SAN FRANCISCO INTERNATIONAL POETRY FESTIVAL

Presents

Vietnamese Poets of the Diaspora
NOVEMBER 8, 2008

7:00 p.m.
Featuring readings from six poets
Golden Gate Room, Fort Mason Center

9:00 p.m. Reception
Featuring live musical entertainment
Book Bay Fort Mason, Building C, Room 165, 415-771-1076

Join Friends of the San Francisco Public Library and the Diaspora Vietnamese Artists Network (DVAN) for the San Francisco International Poetry Festival—Vietnamese Poets of the Diaspora. This special event celebrates the large and thriving Vietnamese community in the Bay Area and brings Vietnamese American poets from around the country to read and perform. These artists are the new voices of their communities.
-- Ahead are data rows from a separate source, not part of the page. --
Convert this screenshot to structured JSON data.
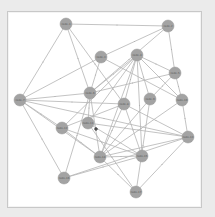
{
  "diagram": {
    "type": "network-graph",
    "background_color": "#ebebeb",
    "canvas_color": "#ffffff",
    "node_color": "#a3a3a3",
    "edge_color": "#b4b4b4",
    "node_radius": 6,
    "nodes": [
      {
        "id": "n1",
        "label": "node-1",
        "x": 66,
        "y": 24
      },
      {
        "id": "n2",
        "label": "node-2",
        "x": 168,
        "y": 26
      },
      {
        "id": "n3",
        "label": "node-3",
        "x": 101,
        "y": 57
      },
      {
        "id": "n4",
        "label": "node-4",
        "x": 137,
        "y": 55
      },
      {
        "id": "n5",
        "label": "node-5",
        "x": 175,
        "y": 73
      },
      {
        "id": "n6",
        "label": "node-6",
        "x": 90,
        "y": 93
      },
      {
        "id": "n7",
        "label": "node-7",
        "x": 20,
        "y": 100
      },
      {
        "id": "n8",
        "label": "node-8",
        "x": 124,
        "y": 104
      },
      {
        "id": "n9",
        "label": "node-9",
        "x": 150,
        "y": 99
      },
      {
        "id": "n10",
        "label": "node-10",
        "x": 182,
        "y": 100
      },
      {
        "id": "n11",
        "label": "node-11",
        "x": 88,
        "y": 123
      },
      {
        "id": "n12",
        "label": "node-12",
        "x": 62,
        "y": 128
      },
      {
        "id": "n13",
        "label": "node-13",
        "x": 188,
        "y": 137
      },
      {
        "id": "n14",
        "label": "node-14",
        "x": 100,
        "y": 157
      },
      {
        "id": "n15",
        "label": "node-15",
        "x": 142,
        "y": 156
      },
      {
        "id": "n16",
        "label": "node-16",
        "x": 64,
        "y": 178
      },
      {
        "id": "n17",
        "label": "node-17",
        "x": 136,
        "y": 192
      }
    ],
    "edges": [
      [
        "n1",
        "n2"
      ],
      [
        "n1",
        "n7"
      ],
      [
        "n1",
        "n6"
      ],
      [
        "n1",
        "n8"
      ],
      [
        "n2",
        "n3"
      ],
      [
        "n2",
        "n5"
      ],
      [
        "n2",
        "n6"
      ],
      [
        "n3",
        "n7"
      ],
      [
        "n3",
        "n10"
      ],
      [
        "n3",
        "n6"
      ],
      [
        "n4",
        "n5"
      ],
      [
        "n4",
        "n6"
      ],
      [
        "n4",
        "n8"
      ],
      [
        "n4",
        "n9"
      ],
      [
        "n4",
        "n10"
      ],
      [
        "n4",
        "n11"
      ],
      [
        "n4",
        "n12"
      ],
      [
        "n4",
        "n14"
      ],
      [
        "n4",
        "n15"
      ],
      [
        "n5",
        "n6"
      ],
      [
        "n5",
        "n9"
      ],
      [
        "n5",
        "n10"
      ],
      [
        "n6",
        "n7"
      ],
      [
        "n6",
        "n11"
      ],
      [
        "n6",
        "n14"
      ],
      [
        "n6",
        "n16"
      ],
      [
        "n7",
        "n8"
      ],
      [
        "n7",
        "n12"
      ],
      [
        "n7",
        "n14"
      ],
      [
        "n7",
        "n16"
      ],
      [
        "n7",
        "n13"
      ],
      [
        "n8",
        "n13"
      ],
      [
        "n8",
        "n14"
      ],
      [
        "n8",
        "n15"
      ],
      [
        "n8",
        "n12"
      ],
      [
        "n9",
        "n14"
      ],
      [
        "n9",
        "n17"
      ],
      [
        "n10",
        "n13"
      ],
      [
        "n10",
        "n14"
      ],
      [
        "n11",
        "n13"
      ],
      [
        "n11",
        "n17"
      ],
      [
        "n11",
        "n15"
      ],
      [
        "n12",
        "n14"
      ],
      [
        "n12",
        "n15"
      ],
      [
        "n13",
        "n14"
      ],
      [
        "n13",
        "n17"
      ],
      [
        "n14",
        "n15"
      ],
      [
        "n14",
        "n17"
      ],
      [
        "n15",
        "n16"
      ],
      [
        "n16",
        "n13"
      ]
    ],
    "cursor": {
      "x": 96,
      "y": 129
    }
  }
}
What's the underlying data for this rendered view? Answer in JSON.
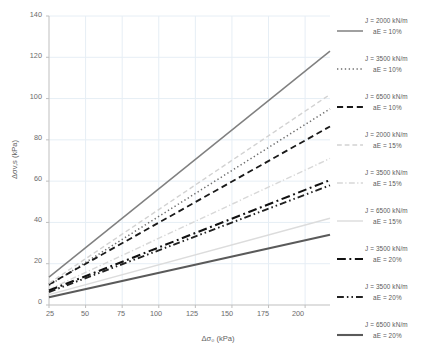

Curated by Friends’ Poet-in-Residence Jack Hirschman and Isabelle Thuy Pelaud in the Asian American Studies Department at SFSU, this special event features Anh-Hoa Thi Nguyen, Truong Tran (author of Dust and Conscience), Linh Dinh (author of Fake House), Mong-Lan (author of Why Is the Edge Always Windy), le thi diem thuy (author of The Gangster We Are All Looking For) and spoken word poet Bao Phi.